01 January 2021
Last weekend was the perfect time to hack something that bugs me for a while. At home, one of my RaspberryPI is serving all my media via an Apache server. It’s simple and reliable. The main use is to stream content to the Chromecast. The workflow isn’t amazing but suits me:
.mp4
So far it’s ok, but it gets tricky when it comes to stream an .mkv
file because this format isn’t natively supported by Google Chrome. Opening it will start the download instead of showing the video player. In this case, the workflow is to:
Play
After writing it down, it doesn’t sound like a big hassle, but damn it’s annoying. Especially if you plan to watch a ton of short videos.
The solution in mind: hack the template engine of Apache that generates the HTML indexes to inject the Cast script.
Apache indexes: look at this beauty
Sounds fairly simple and easy, but after some research it isn’t. The only customisation that Apache allows is adding a style file. Back to square one.
What about a single page app! Let’s imagine, place a HTML file somewhere on your Apache folder. By being served from the same domain, it can make requests to other folders and parse the index.html
then recreate the directory navigation. It sounds ideal: a simple html file which does all the magic, and can be placed on any server without touching the Apache config.
Along the way, everything seemed fine. The parsing was simple to do, the style was under my control and the list of files was filtered to show video files only.
Then comes the Chromecast integration. Back in the days (2015, the early days of the Chromecast) my pet projects consisted of adding the Chromecast functionality to my favourite french TV channels, by a simple script injection. So it felt like the Cast part would be a piece of cake. Well…
In the meantime the Cast API has changed. It’s still retro compatible but the place is no longer familiar to my memories. My anger reached the sky when the basic tutorial from the docs wasn’t working on my environment. Alas, my old code from back in the days wasn’t working either. It was clunky, sometimes it was working, sometimes it did not. It’s only after reading the docs again that my attention stopped on:
Warning: Chrome sender apps need to support HTTPS to maintain Cast compatibility, as Chrome is deprecating support for the Presentation API on insecure origins.
Obviously my Apache server isn’t running on HTTPS. My first thought was to abandon here, sadly I’m stubborn as f***. Here are the other directions I tried to run into:
Running my Apache server on HTTPS without certs?
NO, the Cast API boots but never streams. It might consider that the domain is not secure enough.
Use Let’s encrypt to generate a cert and use it on my server?
NO, forget about it, I’m too lazy for that bullshit. It’s a RaspberryPI on my local network, not a production platform. Plus I would have to go through all of this mess again if I reset my PI.
Let my Apache server accept CORS requests so the SPA can request it while being hosted on HTTPS?
NO, it’s not allowed to do requests to a HTTP server from HTTPS. Frustrating, but makes completely sense, duh!
Using an iframe, stored on a valid secure domain, to send the URL to stream via message?
NO, the Cast won’t start without a genuine user click.
Same but with an icon, integrated on the main UI so the user can click on and start the stream?
NO, the Cast won’t start because the parent window isn’t ‘secure’. I reached that conclusion after embedding a YouTube video on a HTTP domain: the Cast option isn’t displayed.
Single page app hosted on HTTP to browse the server, with video link opening a new tab to a page ready to cast your media?
Yes, finally yes. If you think about it, it’s just streamlining the original workflow. It’s pretty simple and actually the cast part can be reused by anyone.
If you want to stream a URL to a Chromecast without hassle: fire a new tab to https://maxwellito.github.io/apachecast/cast.html#[URL_TO_CAST]
. There’s just one big button. Once the receiver is selected, the stream starts.
The Apachecast source code is available on GitHub.
So what lessons to get from this:
Remember that Chrome considers localhost
differently than other domains while on HTTP. It lets you use HTTPS reserved features (like Cast API and PWA) even if it doesn’t meet the security requirements. Which might make you feel that everything works, until you test in real conditions.
The API could be more helpful and provide the real reasons why things don’t work, and not just No cast extension found
(especially since no extension is longer required). There are so many failing reasons but without information it felt like debugging a web page on IE6.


**Work instruction**
Working through the data below, reproduce word for word the line with "Locate an element on the screen. The" and every line after it, both ends included, and omit the pictures.

☆ ☆ ☆ ☆ ☆

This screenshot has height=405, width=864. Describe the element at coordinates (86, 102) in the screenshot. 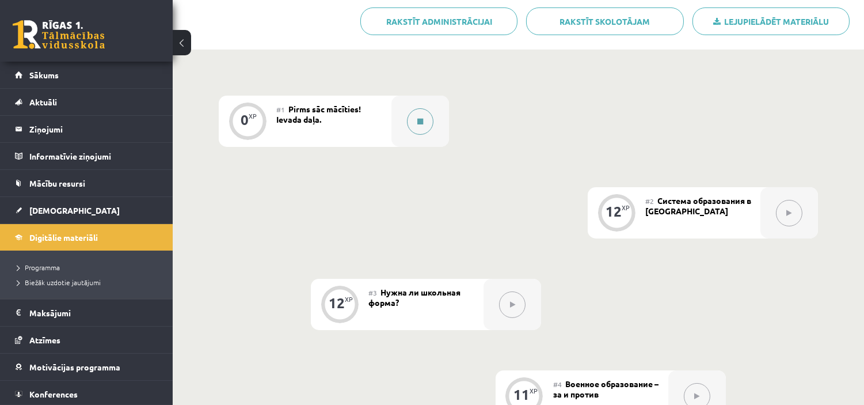

I see `a: Aktuāli` at that location.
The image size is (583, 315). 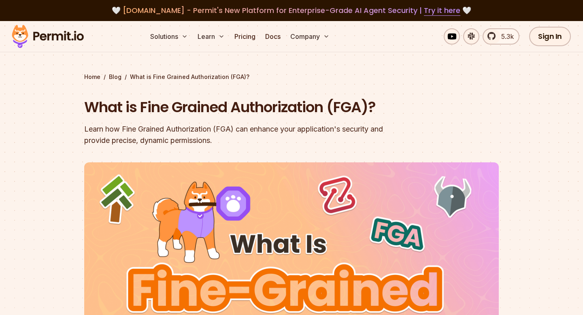 I want to click on a: Sign In, so click(x=549, y=36).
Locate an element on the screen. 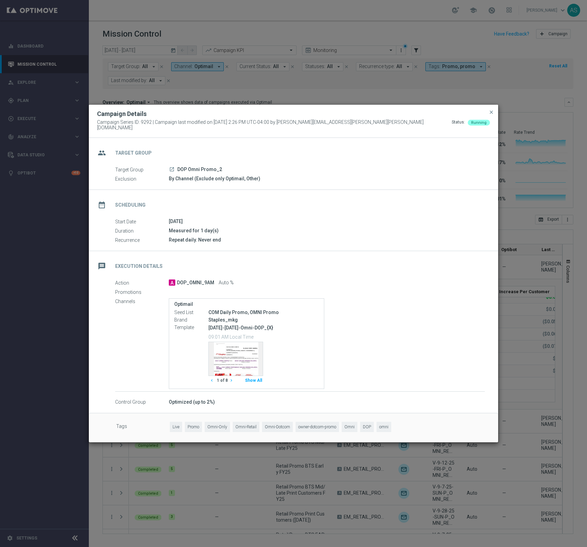 The width and height of the screenshot is (587, 547). label: Channels is located at coordinates (142, 301).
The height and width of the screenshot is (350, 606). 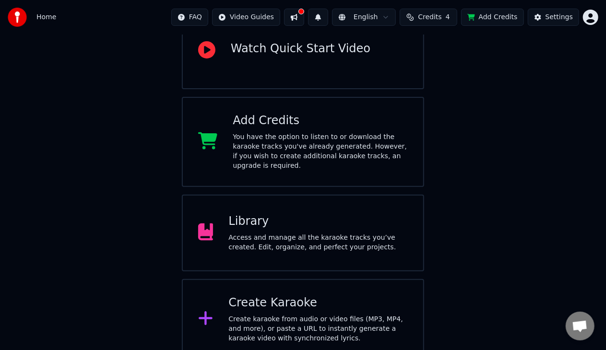 I want to click on div: Settings, so click(x=559, y=17).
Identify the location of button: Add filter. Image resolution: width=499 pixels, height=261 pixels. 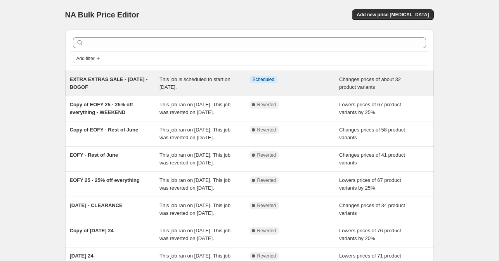
(88, 59).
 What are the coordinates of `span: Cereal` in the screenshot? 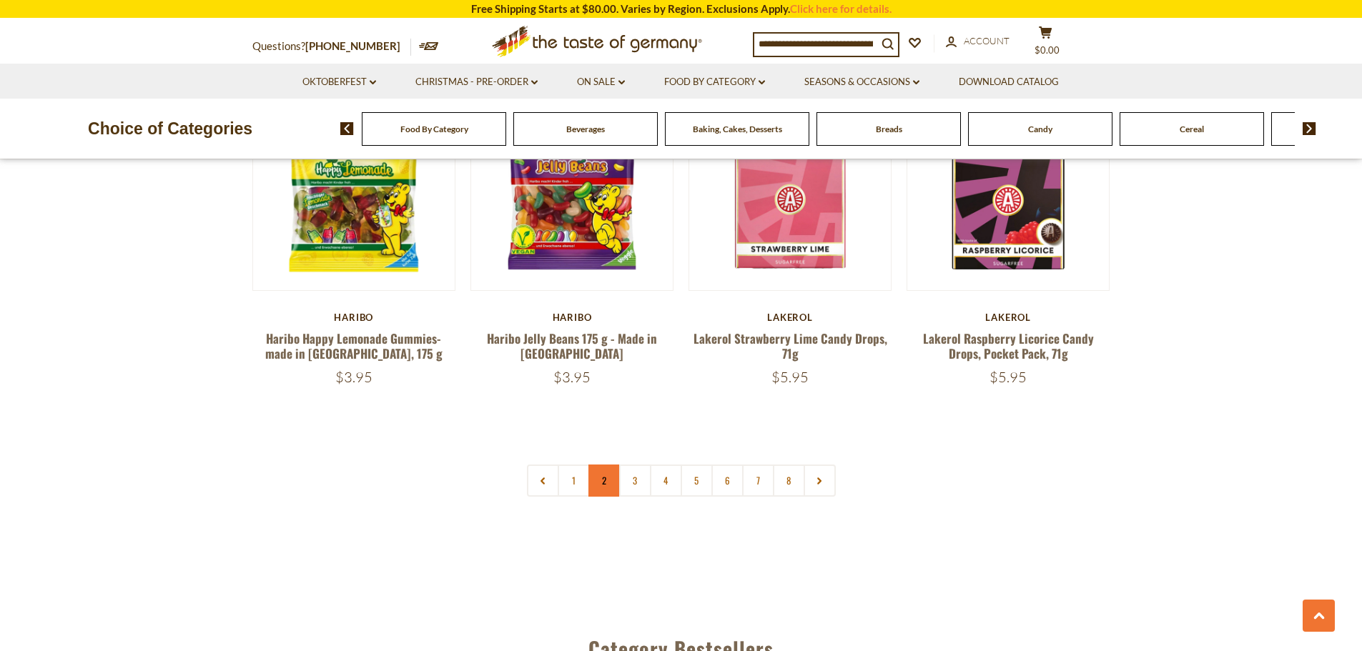 It's located at (1192, 129).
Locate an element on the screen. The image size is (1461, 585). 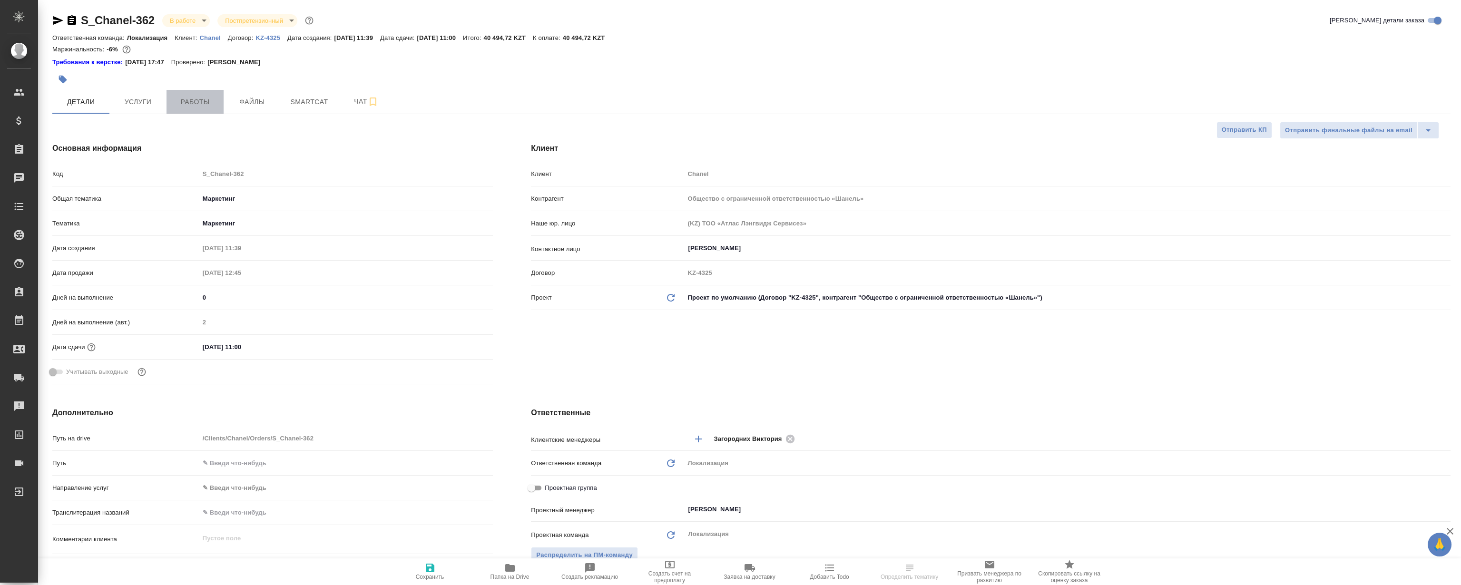
p: Тематика is located at coordinates (126, 224).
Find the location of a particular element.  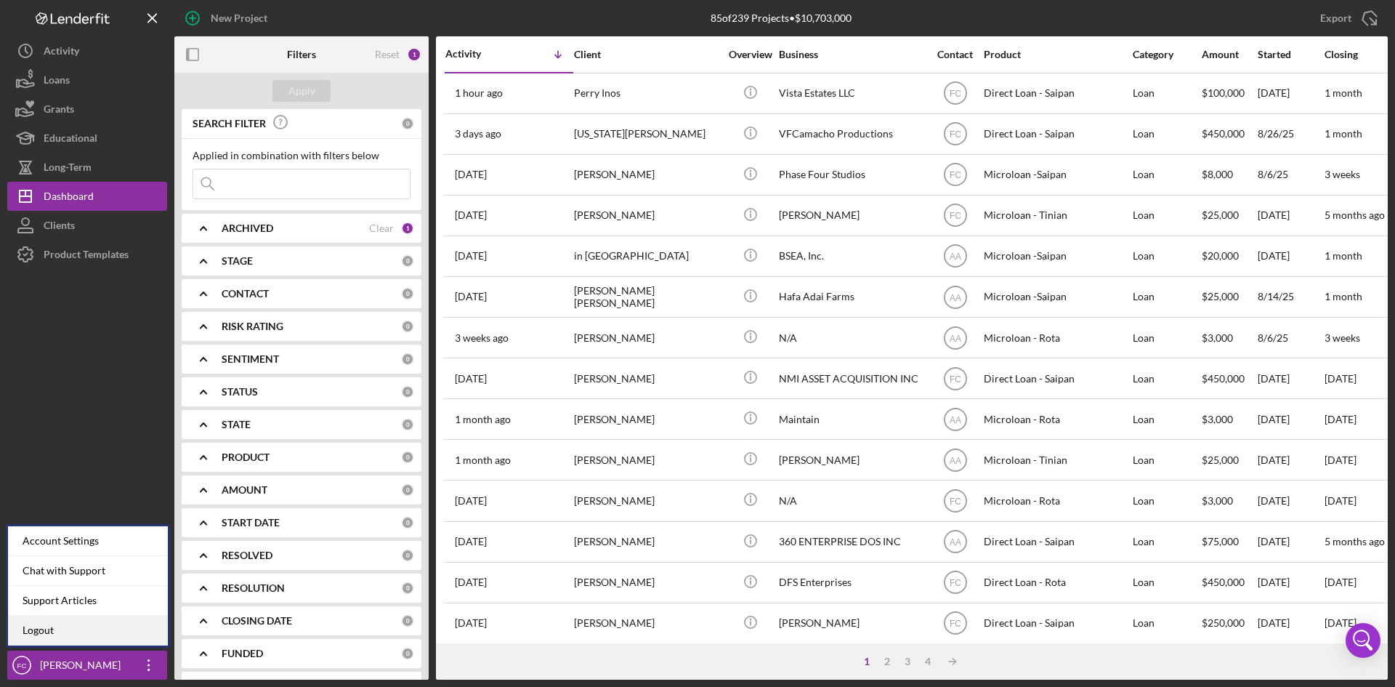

☆ ☆ ☆ ☆ ☆

**Expected answer**
Locate an element on the screen. The image size is (1461, 585). 
p: Тематика is located at coordinates (126, 224).
Find the location of a particular element.  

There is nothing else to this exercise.